Does business education stifle innovation and creativity? You probably already know Sir Ken Robinson’s TED talk, from 2006, Do Schools Kill Creativity? It’s one of the five or so most viewed and most discussed TED talks. His basic idea is that schools focus too much on the academic, not enough on other kinds of intelligence. He was talking about classic elementary education mostly. What about business, and business education?
I have trouble myself with some of the recent themes about education and entrepreneurship. I shudder when people ask, “Why get an education if I’m going to be an entrepreneur?” And then there’s the other one, “you can’t teach entrepreneurship.” I’m somewhere in the middle on these controversies; I believe general education makes life better; that the value of education isn’t to be measured in earnings dollars after education; that a liberal arts education is great preparation for entrepreneurship; and that an MBA degree was useful to me and can be to others, but isn’t a universal requirement, by any means. I’ve posted here previously 5 things business schools can teach and 5 things they can’t.
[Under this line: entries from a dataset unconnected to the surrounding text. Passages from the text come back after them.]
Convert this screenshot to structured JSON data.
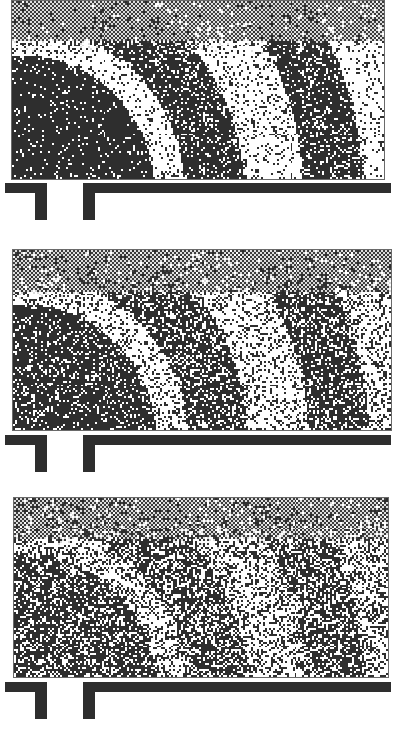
{
  "figure": {
    "panels": [
      {
        "id": "panel-1",
        "noise_level": "low",
        "rect": {
          "x": 11,
          "y": 0,
          "w": 374,
          "h": 180
        },
        "barrier_y": 183,
        "noise": 0.1
      },
      {
        "id": "panel-2",
        "noise_level": "medium",
        "rect": {
          "x": 12,
          "y": 249,
          "w": 380,
          "h": 182
        },
        "barrier_y": 435,
        "noise": 0.28
      },
      {
        "id": "panel-3",
        "noise_level": "high",
        "rect": {
          "x": 13,
          "y": 497,
          "w": 376,
          "h": 181
        },
        "barrier_y": 682,
        "noise": 0.45
      }
    ],
    "barrier": {
      "left_segment": {
        "x": 5,
        "w": 42
      },
      "right_segment": {
        "x": 83,
        "x_end": 391
      },
      "thickness": 10,
      "post_height": 37,
      "post_width": 12
    },
    "colors": {
      "dark": "#2e2e2e",
      "light": "#ffffff",
      "gray_dither": "#8a8a8a",
      "frame": "#6a6a6a"
    }
  }
}
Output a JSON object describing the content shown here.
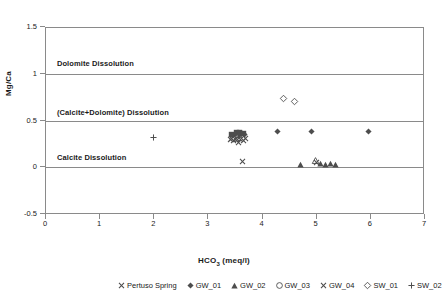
{
  "chart_data": {
    "type": "scatter",
    "title": "",
    "xlabel": "HCO3 (meq/l)",
    "xlabel_base": "HCO",
    "xlabel_sub": "3",
    "xlabel_unit": " (meq/l)",
    "ylabel": "Mg/Ca",
    "xlim": [
      0,
      7
    ],
    "ylim": [
      -0.5,
      1.5
    ],
    "xticks": [
      0,
      1,
      2,
      3,
      4,
      5,
      6,
      7
    ],
    "yticks": [
      -0.5,
      0,
      0.5,
      1,
      1.5
    ],
    "xtick_labels": [
      "0",
      "1",
      "2",
      "3",
      "4",
      "5",
      "6",
      "7"
    ],
    "ytick_labels": [
      "-0.5",
      "0",
      "0.5",
      "1",
      "1.5"
    ],
    "grid": false,
    "reference_lines": [
      {
        "name": "calcite-line",
        "y": 0
      },
      {
        "name": "calcite-dolomite-line",
        "y": 0.5
      },
      {
        "name": "dolomite-line",
        "y": 1.0
      }
    ],
    "annotations": [
      {
        "name": "dolomite-dissolution-label",
        "text": "Dolomite Dissolution",
        "x": 0.22,
        "y": 1.1
      },
      {
        "name": "calcite-dolomite-dissolution-label",
        "text": "(Calcite+Dolomite) Dissolution",
        "x": 0.22,
        "y": 0.58
      },
      {
        "name": "calcite-dissolution-label",
        "text": "Calcite Dissolution",
        "x": 0.22,
        "y": 0.1
      }
    ],
    "legend_position": "bottom",
    "series": [
      {
        "name": "Pertuso Spring",
        "marker": "x",
        "points": [
          {
            "x": 3.42,
            "y": 0.3
          },
          {
            "x": 3.48,
            "y": 0.285
          },
          {
            "x": 3.55,
            "y": 0.295
          },
          {
            "x": 3.58,
            "y": 0.27
          },
          {
            "x": 3.62,
            "y": 0.3
          },
          {
            "x": 3.66,
            "y": 0.285
          },
          {
            "x": 3.64,
            "y": 0.06
          },
          {
            "x": 5.02,
            "y": 0.055
          }
        ]
      },
      {
        "name": "GW_01",
        "marker": "diamond-filled",
        "points": [
          {
            "x": 3.5,
            "y": 0.35
          },
          {
            "x": 3.6,
            "y": 0.345
          },
          {
            "x": 3.68,
            "y": 0.355
          },
          {
            "x": 4.3,
            "y": 0.38
          },
          {
            "x": 4.92,
            "y": 0.38
          },
          {
            "x": 5.98,
            "y": 0.38
          }
        ]
      },
      {
        "name": "GW_02",
        "marker": "triangle-filled",
        "points": [
          {
            "x": 4.72,
            "y": 0.03
          },
          {
            "x": 5.08,
            "y": 0.035
          },
          {
            "x": 5.18,
            "y": 0.03
          },
          {
            "x": 5.28,
            "y": 0.035
          },
          {
            "x": 5.36,
            "y": 0.03
          }
        ]
      },
      {
        "name": "GW_03",
        "marker": "circle-open",
        "points": [
          {
            "x": 3.56,
            "y": 0.365
          },
          {
            "x": 3.62,
            "y": 0.36
          }
        ]
      },
      {
        "name": "GW_04",
        "marker": "x",
        "points": [
          {
            "x": 3.45,
            "y": 0.31
          },
          {
            "x": 3.52,
            "y": 0.3
          },
          {
            "x": 3.7,
            "y": 0.305
          }
        ]
      },
      {
        "name": "SW_01",
        "marker": "diamond-open",
        "points": [
          {
            "x": 4.41,
            "y": 0.73
          },
          {
            "x": 4.6,
            "y": 0.7
          }
        ]
      },
      {
        "name": "SW_02",
        "marker": "plus",
        "points": [
          {
            "x": 2.0,
            "y": 0.32
          },
          {
            "x": 3.57,
            "y": 0.355
          }
        ]
      },
      {
        "name": "SW_03",
        "marker": "square-filled",
        "points": [
          {
            "x": 3.44,
            "y": 0.355
          },
          {
            "x": 3.53,
            "y": 0.375
          },
          {
            "x": 3.59,
            "y": 0.375
          },
          {
            "x": 3.66,
            "y": 0.36
          }
        ]
      },
      {
        "name": "SW_04",
        "marker": "triangle-open",
        "points": [
          {
            "x": 3.57,
            "y": 0.345
          },
          {
            "x": 5.0,
            "y": 0.07
          }
        ]
      }
    ],
    "legend": [
      {
        "label": "Pertuso Spring",
        "marker": "x"
      },
      {
        "label": "GW_01",
        "marker": "diamond-filled"
      },
      {
        "label": "GW_02",
        "marker": "triangle-filled"
      },
      {
        "label": "GW_03",
        "marker": "circle-open"
      },
      {
        "label": "GW_04",
        "marker": "x"
      },
      {
        "label": "SW_01",
        "marker": "diamond-open"
      },
      {
        "label": "SW_02",
        "marker": "plus"
      },
      {
        "label": "SW_03",
        "marker": "square-filled"
      },
      {
        "label": "SW_04",
        "marker": "triangle-open"
      }
    ],
    "colors": {
      "marker": "#4d4d4d",
      "axis": "#8a8a8a",
      "text": "#1a1a1a",
      "background": "#ffffff"
    }
  }
}
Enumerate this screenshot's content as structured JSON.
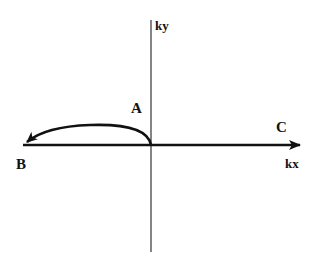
{
  "diagram": {
    "type": "k-space trajectory",
    "axes": {
      "horizontal_label": "kx",
      "vertical_label": "ky"
    },
    "points": {
      "A": "A",
      "B": "B",
      "C": "C"
    },
    "colors": {
      "background": "#ffffff",
      "stroke": "#111111",
      "axis_thin": "#333333"
    }
  }
}
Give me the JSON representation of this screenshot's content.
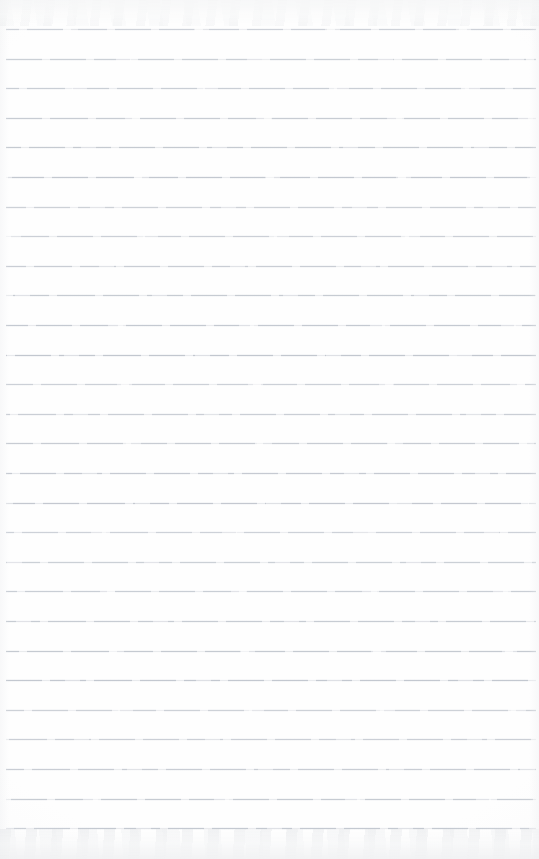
{
  "document": {
    "kind": "scanned-ruled-notepad-page",
    "title": "Blank Ruled Notepad Page",
    "content_text": "",
    "page_width_px": 539,
    "page_height_px": 859,
    "paper_color": "#fefefe",
    "background_color": "#ffffff",
    "has_handwriting": false,
    "has_printed_text": false,
    "has_margin_rule": false,
    "has_holes": false,
    "orientation": "portrait"
  },
  "ruling": {
    "style": "horizontal-ruled",
    "line_color": "#c2c7cf",
    "line_thickness_px": 1,
    "line_count": 28,
    "line_spacing_px": 29.6,
    "first_line_y_px": 29,
    "last_line_y_px": 829,
    "line_start_x_px": 6,
    "line_end_x_px": 536,
    "line_y_positions": [
      29,
      58.6,
      88.2,
      117.8,
      147.4,
      177,
      206.6,
      236.2,
      265.8,
      295.4,
      325,
      354.6,
      384.2,
      413.8,
      443.4,
      473,
      502.6,
      532.2,
      561.8,
      591.4,
      621,
      650.6,
      680.2,
      709.8,
      739.4,
      769,
      798.6,
      828.2
    ]
  },
  "scan_artifacts": {
    "top_edge_noise_color": "#eceef0",
    "bottom_edge_noise_color": "#e9ebed",
    "side_edge_shadow_color": "#f0f1f3",
    "top_edge_height_px": 26,
    "bottom_edge_height_px": 30
  }
}
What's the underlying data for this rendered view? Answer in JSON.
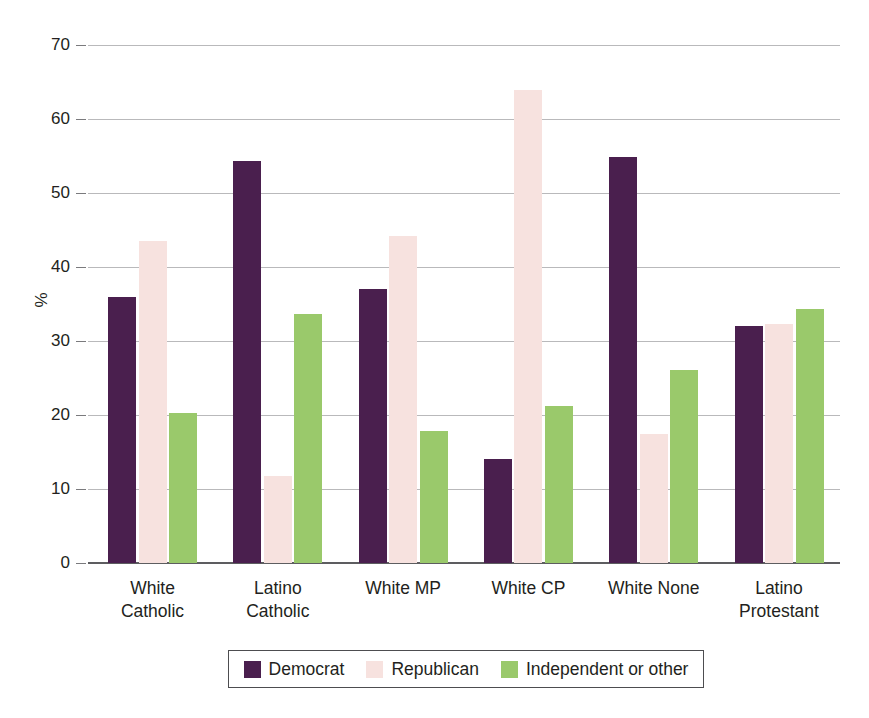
{
  "chart_data": {
    "type": "bar",
    "title": "",
    "subtitle": "",
    "xlabel": "",
    "ylabel": "%",
    "ylim": [
      0,
      70
    ],
    "ytick_values": [
      70,
      60,
      50,
      40,
      30,
      20,
      10,
      0
    ],
    "ytick_labels": [
      "70",
      "60",
      "50",
      "40",
      "30",
      "20",
      "10",
      "0"
    ],
    "grid": true,
    "legend_position": "bottom",
    "categories": [
      "White\nCatholic",
      "Latino\nCatholic",
      "White MP",
      "White CP",
      "White None",
      "Latino\nProtestant"
    ],
    "series": [
      {
        "name": "Democrat",
        "color": "#4a1f4e",
        "values": [
          36.0,
          54.3,
          37.0,
          14.0,
          54.8,
          32.0
        ]
      },
      {
        "name": "Republican",
        "color": "#f7e2df",
        "values": [
          43.5,
          11.7,
          44.2,
          63.9,
          17.5,
          32.3
        ]
      },
      {
        "name": "Independent or other",
        "color": "#9ac96b",
        "values": [
          20.3,
          33.7,
          17.8,
          21.2,
          26.1,
          34.3
        ]
      }
    ]
  },
  "legend": {
    "entries": [
      {
        "label": "Democrat",
        "color": "#4a1f4e"
      },
      {
        "label": "Republican",
        "color": "#f7e2df"
      },
      {
        "label": "Independent or other",
        "color": "#9ac96b"
      }
    ]
  },
  "axis": {
    "y_title": "%"
  }
}
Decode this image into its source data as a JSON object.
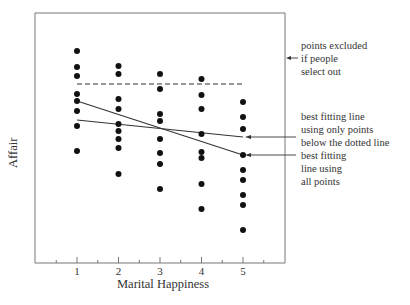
{
  "chart_data": {
    "type": "scatter",
    "title": "",
    "xlabel": "Marital Happiness",
    "ylabel": "Affair",
    "x_ticks": [
      "1",
      "2",
      "3",
      "4",
      "5"
    ],
    "xlim": [
      0.5,
      5.5
    ],
    "y_ticks": [],
    "grid": false,
    "points_pixel_y": {
      "1": [
        51,
        67,
        76,
        94,
        101,
        111,
        126,
        151
      ],
      "2": [
        66,
        74,
        99,
        109,
        124,
        131,
        139,
        148,
        174
      ],
      "3": [
        74,
        89,
        114,
        121,
        139,
        153,
        164,
        189
      ],
      "4": [
        79,
        95,
        109,
        134,
        152,
        158,
        184,
        209
      ],
      "5": [
        102,
        117,
        129,
        155,
        170,
        180,
        195,
        205,
        230
      ]
    },
    "reference_lines": [
      {
        "name": "selection cutoff",
        "style": "dashed",
        "orientation": "horizontal"
      },
      {
        "name": "best fitting line using all points",
        "style": "solid",
        "slope": "negative, steeper"
      },
      {
        "name": "best fitting line using only points below the dotted line",
        "style": "solid",
        "slope": "negative, flatter"
      }
    ],
    "annotations": [
      "points excluded if people select out",
      "best fitting line using only points below the dotted line",
      "best fitting line using all points"
    ]
  },
  "axes": {
    "xlabel": "Marital Happiness",
    "ylabel": "Affair",
    "ticks": [
      "1",
      "2",
      "3",
      "4",
      "5"
    ]
  },
  "annotations": {
    "excluded": [
      "points excluded",
      "if people",
      "select out"
    ],
    "below_line": [
      "best fitting line",
      "using only points",
      "below the dotted line"
    ],
    "all_line": [
      "best fitting",
      "line using",
      "all points"
    ]
  }
}
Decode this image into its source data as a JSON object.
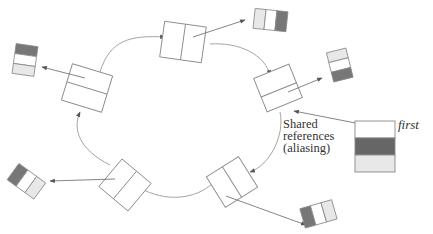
{
  "diagram": {
    "annotation_lines": [
      "Shared",
      "references",
      "(aliasing)"
    ],
    "variable_label": "first",
    "colors": {
      "stroke": "#888888",
      "arrow": "#555555",
      "dark": "#777777",
      "light": "#e8e8e8",
      "white": "#ffffff"
    },
    "nodes": 6,
    "elements": 6
  }
}
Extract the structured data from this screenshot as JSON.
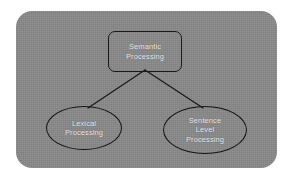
{
  "diagram": {
    "panel": {
      "background_color": "#8a8a8a",
      "corner_radius": "16px"
    },
    "colors": {
      "panel_background": "#8a8a8a",
      "page_background": "#ffffff",
      "node_border": "#1a1a1a",
      "node_text": "#eceaea",
      "edge_line": "#1a1a1a"
    },
    "nodes": [
      {
        "id": "semantic",
        "shape": "rounded-rectangle",
        "label": "Semantic\nProcessing",
        "line1": "Semantic",
        "line2": "Processing"
      },
      {
        "id": "lexical",
        "shape": "ellipse",
        "label": "Lexical\nProcessing",
        "line1": "Lexical",
        "line2": "Processing"
      },
      {
        "id": "sentence",
        "shape": "ellipse",
        "label": "Sentence\nLevel\nProcessing",
        "line1": "Sentence",
        "line2": "Level",
        "line3": "Processing"
      }
    ],
    "edges": [
      {
        "id": "semantic-to-lexical",
        "from": "semantic",
        "to": "lexical"
      },
      {
        "id": "semantic-to-sentence",
        "from": "semantic",
        "to": "sentence"
      }
    ]
  }
}
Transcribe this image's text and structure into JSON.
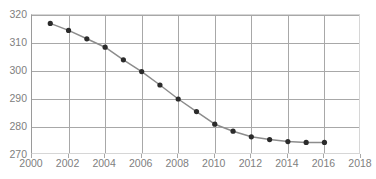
{
  "chart_data": {
    "type": "line",
    "title": "",
    "subtitle": "",
    "xlabel": "",
    "ylabel": "",
    "x": [
      2001,
      2002,
      2003,
      2004,
      2005,
      2006,
      2007,
      2008,
      2009,
      2010,
      2011,
      2012,
      2013,
      2014,
      2015,
      2016
    ],
    "values": [
      317.0,
      314.5,
      311.5,
      308.5,
      304.0,
      299.8,
      295.0,
      290.0,
      285.5,
      281.0,
      278.5,
      276.5,
      275.5,
      274.8,
      274.5,
      274.5
    ],
    "series": [
      {
        "name": "",
        "values": [
          317.0,
          314.5,
          311.5,
          308.5,
          304.0,
          299.8,
          295.0,
          290.0,
          285.5,
          281.0,
          278.5,
          276.5,
          275.5,
          274.8,
          274.5,
          274.5
        ]
      }
    ],
    "xlim": [
      2000,
      2018
    ],
    "ylim": [
      270,
      320
    ],
    "xticks": [
      2000,
      2002,
      2004,
      2006,
      2008,
      2010,
      2012,
      2014,
      2016,
      2018
    ],
    "xtick_labels": [
      "2000",
      "2002",
      "2004",
      "2006",
      "2008",
      "2010",
      "2012",
      "2014",
      "2016",
      "2018"
    ],
    "yticks": [
      270,
      280,
      290,
      300,
      310,
      320
    ],
    "ytick_labels": [
      "270",
      "280",
      "290",
      "300",
      "310",
      "320"
    ],
    "grid": true,
    "grid_x": true,
    "grid_y": true,
    "legend": false,
    "legend_position": "none",
    "marker": "circle",
    "annotations": [],
    "colors": {
      "line": "#8c8c8c",
      "marker": "#2b2b2b",
      "grid": "#a8a8a8",
      "axis": "#9a9a9a",
      "tick_label": "#808080",
      "background": "#ffffff",
      "plot_border": "#d6d6d6"
    }
  }
}
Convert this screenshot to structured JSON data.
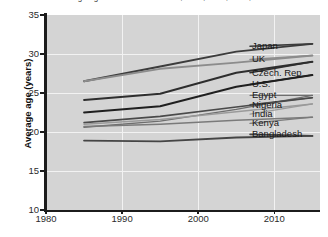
{
  "chart_data": {
    "type": "line",
    "title": "Average age in selected countries, 1985, 1995, 2005, 2015",
    "xlabel": "",
    "ylabel": "Average age (years)",
    "xlim": [
      1980,
      2016
    ],
    "ylim": [
      10,
      35
    ],
    "xticks": [
      1980,
      1990,
      2000,
      2010
    ],
    "yticks": [
      10,
      15,
      20,
      25,
      30,
      35
    ],
    "grid": true,
    "legend_position": "right-inline",
    "plot_background": "#d4d4d4",
    "gridline_color": "#f2f2f2",
    "x": [
      1985,
      1995,
      2005,
      2015
    ],
    "series": [
      {
        "name": "Japan",
        "color": "#3c3c3c",
        "width": 1.9,
        "values": [
          26.5,
          28.4,
          30.3,
          31.3
        ],
        "label_y": 31.0
      },
      {
        "name": "UK",
        "color": "#8c8c8c",
        "width": 1.9,
        "values": [
          26.5,
          28.1,
          28.9,
          29.8
        ],
        "label_y": 29.3
      },
      {
        "name": "Czech. Rep",
        "color": "#2e2e2e",
        "width": 1.9,
        "values": [
          24.1,
          24.9,
          27.6,
          29.0
        ],
        "label_y": 27.6
      },
      {
        "name": "U.S.",
        "color": "#1f1f1f",
        "width": 1.9,
        "values": [
          22.5,
          23.3,
          25.8,
          27.3
        ],
        "label_y": 26.1
      },
      {
        "name": "Egypt",
        "color": "#6e6e6e",
        "width": 1.4,
        "values": [
          20.6,
          21.4,
          22.9,
          24.7
        ],
        "label_y": 24.7
      },
      {
        "name": "Nigeria",
        "color": "#4a4a4a",
        "width": 1.6,
        "values": [
          21.2,
          22.0,
          23.2,
          24.4
        ],
        "label_y": 23.5
      },
      {
        "name": "India",
        "color": "#9a9a9a",
        "width": 1.5,
        "values": [
          21.0,
          21.6,
          22.6,
          23.6
        ],
        "label_y": 22.3
      },
      {
        "name": "Kenya",
        "color": "#7a7a7a",
        "width": 1.6,
        "values": [
          20.7,
          21.0,
          21.5,
          21.9
        ],
        "label_y": 21.1
      },
      {
        "name": "Bangladesh",
        "color": "#454545",
        "width": 1.9,
        "values": [
          18.9,
          18.8,
          19.3,
          19.5
        ],
        "label_y": 19.7
      }
    ]
  }
}
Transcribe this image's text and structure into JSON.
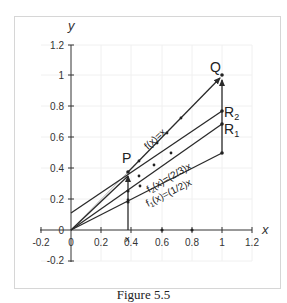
{
  "figure": {
    "caption": "Figure 5.5",
    "axes": {
      "x_label": "x",
      "y_label": "y",
      "x_ticks": [
        "-0.2",
        "0",
        "0.2",
        "0.4",
        "0.6",
        "0.8",
        "1",
        "1.2"
      ],
      "y_ticks": [
        "-0.2",
        "0",
        "0.2",
        "0.4",
        "0.6",
        "0.8",
        "1",
        "1.2"
      ],
      "x_marker_label": "x"
    },
    "points": {
      "P": "P",
      "Q": "Q",
      "R2": "R",
      "R2_sub": "2",
      "R1": "R",
      "R1_sub": "1"
    },
    "function_labels": {
      "identity": "f(x)=x",
      "f2": "f",
      "f2_sub": "2",
      "f2_rest": "(x)=(2/3)x",
      "f1": "f",
      "f1_sub": "1",
      "f1_rest": "(x)=(1/2)x"
    },
    "colors": {
      "line": "#2a2a2a",
      "grid": "#eeeeee",
      "frame": "#d0d0d0",
      "thin": "#9a9a9a"
    }
  }
}
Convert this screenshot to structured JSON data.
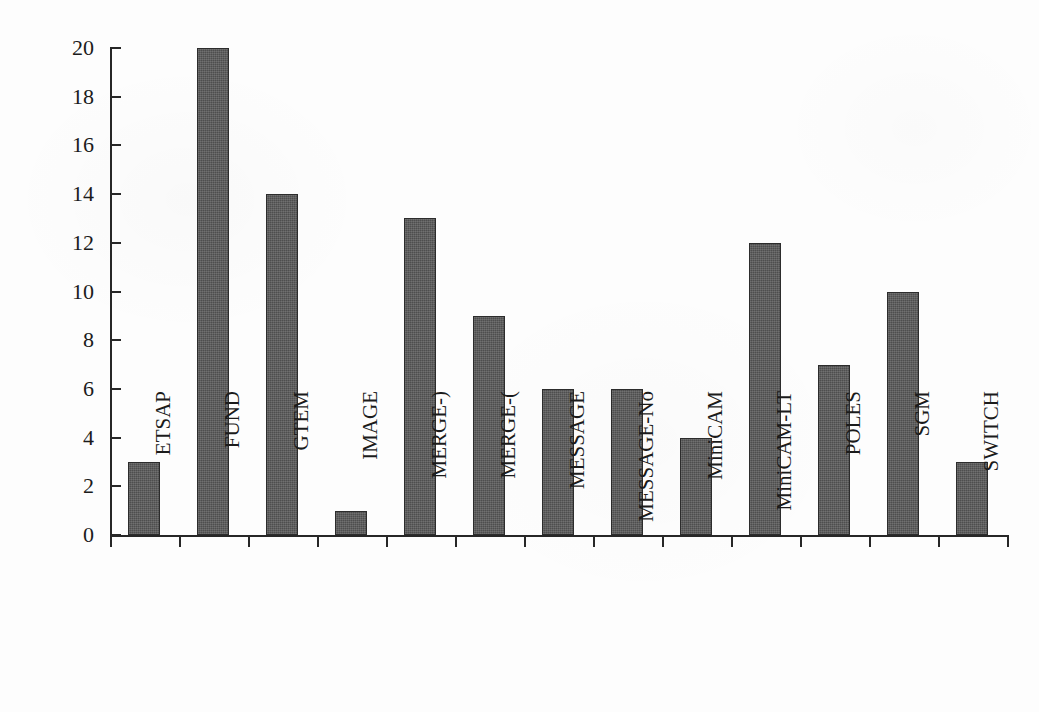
{
  "chart_data": {
    "type": "bar",
    "title": "",
    "xlabel": "",
    "ylabel": "Carbon tax ($/tC) in 2015",
    "ylim": [
      0,
      20
    ],
    "ytick_step": 2,
    "ytick_labels": [
      "0",
      "2",
      "4",
      "6",
      "8",
      "10",
      "12",
      "14",
      "16",
      "18",
      "20"
    ],
    "grid": false,
    "legend": null,
    "bar_color": "#4e4e4e",
    "bar_edge_color": "#2c2c2c",
    "axis_color": "#272727",
    "background_color": "#fdfdfd",
    "categories": [
      "ETSAP",
      "FUND",
      "GTEM",
      "IMAGE",
      "MERGE-)",
      "MERGE-(",
      "MESSAGE",
      "MESSAGE-No",
      "MiniCAM",
      "MiniCAM-LT",
      "POLES",
      "SGM",
      "SWITCH"
    ],
    "values": [
      3,
      20,
      14,
      1,
      13,
      9,
      6,
      6,
      4,
      12,
      7,
      10,
      3
    ]
  }
}
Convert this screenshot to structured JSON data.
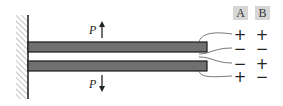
{
  "diagram": {
    "colors": {
      "beam_fill": "#707070",
      "beam_stroke": "#1a1a1a",
      "wall_hatch": "#9a9a9a",
      "header_bg": "#d6d6d6",
      "wire": "#555555"
    },
    "forces": {
      "top": {
        "label": "P",
        "direction": "up"
      },
      "bottom": {
        "label": "P",
        "direction": "down"
      }
    },
    "columns": [
      {
        "header": "A",
        "signs": [
          "+",
          "−",
          "−",
          "+"
        ]
      },
      {
        "header": "B",
        "signs": [
          "+",
          "−",
          "+",
          "−"
        ]
      }
    ]
  }
}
And also, can business schools teach entrepreneurship?
The James March Question
But there’s also this idea, always in the back of my mind: the talk I had with James March, way back in the 1980s, about how higher education teaches us to do what everybody else has done, not to do things differently.
The best class I took at the Stanford Business School during my MBA years (1979-81) was taught by Professor James March, co-author of the book An Introduction to Models in the Social Science. It was about the same subject. He was funny. He was contrarian. He was brilliant. He had a mathematical model of a cocktail party that predicted how many people would be passed out at the end of the party, based on inputs including how many couples, how many singles, and, particularly important, how many more male singles than female singles. That may be too gender-specific for today’s world, but it was applicable 30 years ago.
I liked and respected Prof. March so much that in the middle 1980s I tried to get him to join me in what would have been a venture to create a game that teaches business. Prof. March didn’t join me and I didn’t create the new venture. I continued with my business plan consulting instead.
I’ve never forgotten the conversation we had in his office that day. I can’t remember the exact words, of course, but Prof. March reminded me that there is an underlying conflict between education and creativity. He was an educator, but he was also a contrarian and a thinker, so he enjoyed flanking our standard assumptions.
“Schools teach conformity,” he said. “Education is about reinforcing the supposed right way of doing something, meaning the way we’ve always done it, the way the establishment expects us to do it.” Schools taught that the world is flat until a renegade proved otherwise.
“New ideas come from people that haven’t been indoctrinated,” he said. This was of course before the phrase “think outside the box” came along, but he would have referenced that if we’d been later in time. Schooling is about learning how to think inside the box. If you believe this line of reasoning.
Here again, I run into paradox. I believe in education but I also believe what Prof. March suggests. Is the answer that you have to know the fundamentals before you transcend them?